O fenômeno levou as autoridades de saúde finlandês a parar de usar a vacina como medida preventiva, para determinar seus possíveis efeitos colaterais.

A Narcolepsia é um estado patológico que faz com que o paciente sinta uma vontade de dormir irresistível a qualquer momento.

Possíveis países afetados

A OMS que doou 36 milhões de doses da vacina ‘Pandemrix’ a 18 países, três deles latinos, mas até agora não ouviu falar de casos de Narcolepsia.

A lista de países que receberam ‘Pandemrix’ é a seguinte: Arménia, Azerbaijão, Bangladesh, Bolívia, Burkina Fasso, Cuba, Coréia do Norte, El Salvador, Etiópia, Gana, Namíbia, Filipinas, Tadjiquistão, Togo, Ruanda, Quênia, Mongólia e Senegal.

O relatório de conclusão final sobre a relação entre narcolepsia e esta vacina vai ser divulgado em 31 de agosto.

Children Vaccinated against AH1N1 suffer from Narcolepsy

The World Health Organization reports that cases of Narcolepsy are possibly related to the vaccine Pandemrix

by Luis R. Miranda
The Real Agenda
February 8, 2011

The World Health Organization (WHO) announced on Tuesday that at least 12 countries reported cases of narcolepsy in children and adolescents who had previously been vaccinated against influenza AH1N1.

Pandemrix is produced by GlaxoSmithKline

The Global Advisory Committee on Vaccine Safety, WHO has published a statement specifying that “since August 2010, following massive vaccination against influenza virus H1N1 in 2009, there were cases of narcolepsy in children and adolescents in at least 12 countries. “

However, the group has said it takes “more research” to determine the exact relationship between cases of narcolepsy and influenza vaccination, through the use of the vaccine Pandemrix or another one.
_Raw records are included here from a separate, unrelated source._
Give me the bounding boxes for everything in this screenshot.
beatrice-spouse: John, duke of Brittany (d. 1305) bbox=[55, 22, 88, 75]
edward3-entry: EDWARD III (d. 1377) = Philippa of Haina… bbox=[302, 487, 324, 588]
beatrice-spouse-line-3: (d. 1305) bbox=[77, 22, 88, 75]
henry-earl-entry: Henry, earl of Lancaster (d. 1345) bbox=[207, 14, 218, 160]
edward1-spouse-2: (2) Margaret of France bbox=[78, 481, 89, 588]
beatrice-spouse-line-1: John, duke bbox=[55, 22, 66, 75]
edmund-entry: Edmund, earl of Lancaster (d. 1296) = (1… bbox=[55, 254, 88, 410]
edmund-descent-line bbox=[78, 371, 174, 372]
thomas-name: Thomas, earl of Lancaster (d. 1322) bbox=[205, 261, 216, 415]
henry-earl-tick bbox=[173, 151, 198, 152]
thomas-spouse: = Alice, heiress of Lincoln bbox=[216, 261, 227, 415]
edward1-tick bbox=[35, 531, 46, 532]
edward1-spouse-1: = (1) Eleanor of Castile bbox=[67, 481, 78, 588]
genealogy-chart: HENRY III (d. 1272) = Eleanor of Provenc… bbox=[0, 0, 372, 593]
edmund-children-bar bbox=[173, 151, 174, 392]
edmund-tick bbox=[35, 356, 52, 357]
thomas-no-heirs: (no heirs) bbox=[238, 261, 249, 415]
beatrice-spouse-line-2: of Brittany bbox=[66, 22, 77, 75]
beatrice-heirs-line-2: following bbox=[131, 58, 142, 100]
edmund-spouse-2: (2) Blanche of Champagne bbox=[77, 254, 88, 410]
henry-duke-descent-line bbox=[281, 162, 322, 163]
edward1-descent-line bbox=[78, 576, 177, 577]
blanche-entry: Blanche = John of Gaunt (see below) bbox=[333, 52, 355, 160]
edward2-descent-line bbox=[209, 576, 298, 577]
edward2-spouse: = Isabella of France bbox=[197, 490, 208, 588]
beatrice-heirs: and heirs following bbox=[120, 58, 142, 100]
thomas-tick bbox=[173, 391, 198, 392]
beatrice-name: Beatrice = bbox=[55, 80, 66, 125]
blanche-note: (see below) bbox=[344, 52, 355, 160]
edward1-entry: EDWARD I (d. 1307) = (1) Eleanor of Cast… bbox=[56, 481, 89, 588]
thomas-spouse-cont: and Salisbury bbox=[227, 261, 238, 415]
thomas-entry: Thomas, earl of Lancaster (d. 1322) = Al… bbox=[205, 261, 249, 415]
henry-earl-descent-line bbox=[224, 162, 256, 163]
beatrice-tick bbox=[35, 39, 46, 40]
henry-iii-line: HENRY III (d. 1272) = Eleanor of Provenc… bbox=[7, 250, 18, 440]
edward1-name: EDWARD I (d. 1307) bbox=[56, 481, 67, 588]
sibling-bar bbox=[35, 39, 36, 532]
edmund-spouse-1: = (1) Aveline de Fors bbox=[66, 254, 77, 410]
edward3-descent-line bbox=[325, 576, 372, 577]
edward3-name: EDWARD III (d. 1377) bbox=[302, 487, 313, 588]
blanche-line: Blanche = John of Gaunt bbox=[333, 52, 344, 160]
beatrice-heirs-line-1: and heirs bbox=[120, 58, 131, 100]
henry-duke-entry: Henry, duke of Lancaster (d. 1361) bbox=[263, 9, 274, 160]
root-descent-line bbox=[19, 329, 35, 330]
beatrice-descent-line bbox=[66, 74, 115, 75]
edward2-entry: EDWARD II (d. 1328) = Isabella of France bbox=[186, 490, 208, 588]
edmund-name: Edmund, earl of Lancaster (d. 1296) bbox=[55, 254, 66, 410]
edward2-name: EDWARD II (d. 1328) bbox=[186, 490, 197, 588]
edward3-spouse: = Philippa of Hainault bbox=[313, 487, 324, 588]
Last week, the WHO announced it was investigating a rise in cases of narcolepsy in Finland which could be associated with the vaccine ‘Pandemrix’ manufactured by GlaxoSmithKline, since all patients seemed to have been immunized with the same product.

Finland discontinued use of the vaccine

The Government of Finland had reported cases of narcolepsy among people ages 4 -19 years old, vaccinated against influenza AH1N1.

In Helsinki, the National Institute of Health and Welfare of Finland (THL) published a study showing that the H1N1 flu vaccine Pandemrix, manufactured by pharmaceutical company GlaxoSmithKline, increases the risk of childhood narcolepsy.

Since August 2010, following massive vaccination against influenza virus H1N1 in 2009, there were cases of narcolepsy in children and adolescents in at least 12 countries, "WHO says

According to this study, between 2009 and 2010 authorities diagnosed 60 cases of narcolepsy in Finnish children and adolescents between 4 and 19 years, of which 52 (almost 90 per cent) had been vaccinated with Pandemrix.

The phenomenon led the Finnish health authorities to stop using this vaccine as a preventive measure to determine the possible side effects.

Narcolepsy is a pathological state that causes the patients to suffer irresistible sleep at any time.

Possible affected countries

The WHO has donated 36 million doses of the vaccine ‘Pandemrix’ to 18 countries. Three of those countries are Latin American ones, but so far non of those nations have reported cases of narcolepsy.

The list of countries that received ‘Pandemrix’ includes: Armenia, Azerbaijan, Bangladesh, Bolivia, Burkina Faso, Cuba, North Korea, El Salvador, Ethiopia, Ghana, Namibia, Philippines, Tajikistan, Togo, Rwanda, Kenya, Mongolia and Senegal.

The completed final report on the relationship between narcolepsy and this vaccine will be published on August 31.